Home Global Health News WHO calls for accelerated action to reduce anaemia

WHO (12 May 2023)

Overview

WHO launches its first-ever comprehensive framework on reducing anaemia, calling on countries to accelerate action to halve anaemia prevalence in women of reproductive age by 2025. Progress on reducing anaemia has been slow and the world is not on track to reach the global target. Anaemia is a serious global public health problem, affecting 571 million women and 269 million young children worldwide.

In 2019, anaemia affected 40% of children between 6 months and 5 years of age, 37% of pregnant women and 30% of women 15–49 years of age. It is most prevalent in low- and middle-income countries. Anaemia increases the risk of infections and death, impairs cognitive performance, and causes extreme fatigue, poor pregnancy outcomes, loss of earnings, and poor growth and development. It is a strong indicator of overall health.

 “Most work on addressing anaemia has been focused on the prevention and treatment of iron deficiency,” says Francesco Branca, the Director of WHO’s Department of Nutrition and Food Safety. “However, anaemia is a complex condition with multiple causes – including other nutritional deficiencies, infections, inflammation, gynaecological and obstetric conditions, and inherited red blood cell disorders.” All must be addressed to effectively prevent and treat anaemia.

The new framework sets forth ways to address the direct causes, risk factors and broad social inequities that are fundamental drivers for anaemia. It describes the necessarily comprehensive approach that brings together multiple sectors and actors, and lays out key action areas to improve the coverage and uptake of interventions

Acknowledging that health remains the predominant sector for delivering many of the recommended interventions, the framework also proposes actions that other societal stakeholders can take. These include governments, civil society, academia, researchers, funding agencies, international organizations and media. Each has its particular role to perform in reducing anaemia and keeping people healthy.

The framework is launched during the International Maternal Newborn Health Conference.

Objective

This framework proposes strategic, effective and implementable actions which, by leading to the reduction of anaemia, will improve health and accelerate progress toward national and global targets.

Action areas

  • Action area 1. Analyse data on causes and risk factors
  • Action area 2. Prioritize key preventive and therapeutic interventions
  • Action area 3. Optimize service delivery across platforms and sectors
  • Action area 4. Strengthen leadership, communication and coordination, and governance at all levels
  • Action area 5. Expand research, learning and innovation

Key message

  1. Anaemia is a complex condition that must be addressed comprehensively, demanding strong leadership and collective action among multiple sectors.
  2. There are multiple causes of anaemia, including micronutrient deficiencies, inflammation, infection, uterine bleeding, and inherited red blood cell disorders.
  3. Anaemia has primarily been addressed through the nutrition lens, which is critical but not sufficient alone; rather, all causes must be addressed to effectively prevent and treat anaemia.
  4. Effective coverage of a package of interventions to address anaemia at key moments in the life course is foundational for improving health and well-being, and for preventing the irreversible consequences of anaemia.
  5. Anaemia remains a major public health problem, mainly affecting infants and children, menstruating adolescent girls and women, and pregnant and postpartum women.
  6. The burden of anaemia is unevenly distributed among countries, regions, and population groups, highlighting the role of underlying risk factors, such as poverty, gender, social and environmental inequities.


--- TASK GOAL ---
The records that follow should be copied in full, exactly as they read.

Data entries for graphics

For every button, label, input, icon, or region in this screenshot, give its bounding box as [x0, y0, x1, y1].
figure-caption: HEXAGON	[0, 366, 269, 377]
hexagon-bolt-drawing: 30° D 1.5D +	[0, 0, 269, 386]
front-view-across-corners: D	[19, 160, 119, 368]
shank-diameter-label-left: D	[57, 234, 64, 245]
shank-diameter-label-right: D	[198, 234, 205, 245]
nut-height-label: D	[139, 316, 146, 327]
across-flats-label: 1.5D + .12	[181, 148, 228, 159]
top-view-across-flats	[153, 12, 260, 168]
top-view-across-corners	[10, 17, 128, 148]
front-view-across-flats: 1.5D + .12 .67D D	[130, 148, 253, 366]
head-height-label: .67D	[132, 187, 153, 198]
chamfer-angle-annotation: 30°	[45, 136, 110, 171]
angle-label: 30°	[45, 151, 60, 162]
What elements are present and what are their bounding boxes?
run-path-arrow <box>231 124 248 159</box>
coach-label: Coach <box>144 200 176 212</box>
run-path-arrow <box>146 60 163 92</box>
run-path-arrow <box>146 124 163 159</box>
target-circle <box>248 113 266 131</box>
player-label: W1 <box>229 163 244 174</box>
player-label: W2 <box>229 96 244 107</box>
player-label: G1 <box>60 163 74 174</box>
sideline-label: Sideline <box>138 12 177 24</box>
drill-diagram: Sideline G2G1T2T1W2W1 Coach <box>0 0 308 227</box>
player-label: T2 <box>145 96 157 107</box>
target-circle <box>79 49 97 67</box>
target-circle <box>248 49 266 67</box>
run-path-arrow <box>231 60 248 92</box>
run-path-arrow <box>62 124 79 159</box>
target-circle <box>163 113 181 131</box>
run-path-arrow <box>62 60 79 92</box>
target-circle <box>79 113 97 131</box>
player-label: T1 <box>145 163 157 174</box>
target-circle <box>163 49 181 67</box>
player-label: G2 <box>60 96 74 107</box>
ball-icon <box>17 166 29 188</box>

--- EXERCISE RESPONSE ---
For every button, label, input, icon, or region in this screenshot, give its bounding box as [x0, y0, x1, y1].
figure-caption: HEXAGON	[0, 366, 269, 377]
hexagon-bolt-drawing: 30° D 1.5D +	[0, 0, 269, 386]
front-view-across-corners: D	[19, 160, 119, 368]
shank-diameter-label-left: D	[57, 234, 64, 245]
shank-diameter-label-right: D	[198, 234, 205, 245]
nut-height-label: D	[139, 316, 146, 327]
across-flats-label: 1.5D + .12	[181, 148, 228, 159]
top-view-across-flats	[153, 12, 260, 168]
top-view-across-corners	[10, 17, 128, 148]
front-view-across-flats: 1.5D + .12 .67D D	[130, 148, 253, 366]
head-height-label: .67D	[132, 187, 153, 198]
chamfer-angle-annotation: 30°	[45, 136, 110, 171]
angle-label: 30°	[45, 151, 60, 162]
What elements are present and what are their bounding boxes?
run-path-arrow <box>231 124 248 159</box>
coach-label: Coach <box>144 200 176 212</box>
run-path-arrow <box>146 60 163 92</box>
run-path-arrow <box>146 124 163 159</box>
target-circle <box>248 113 266 131</box>
player-label: W1 <box>229 163 244 174</box>
player-label: W2 <box>229 96 244 107</box>
player-label: G1 <box>60 163 74 174</box>
sideline-label: Sideline <box>138 12 177 24</box>
drill-diagram: Sideline G2G1T2T1W2W1 Coach <box>0 0 308 227</box>
player-label: T2 <box>145 96 157 107</box>
target-circle <box>79 49 97 67</box>
target-circle <box>248 49 266 67</box>
run-path-arrow <box>231 60 248 92</box>
run-path-arrow <box>62 124 79 159</box>
target-circle <box>163 113 181 131</box>
run-path-arrow <box>62 60 79 92</box>
target-circle <box>79 113 97 131</box>
player-label: T1 <box>145 163 157 174</box>
target-circle <box>163 49 181 67</box>
player-label: G2 <box>60 96 74 107</box>
ball-icon <box>17 166 29 188</box>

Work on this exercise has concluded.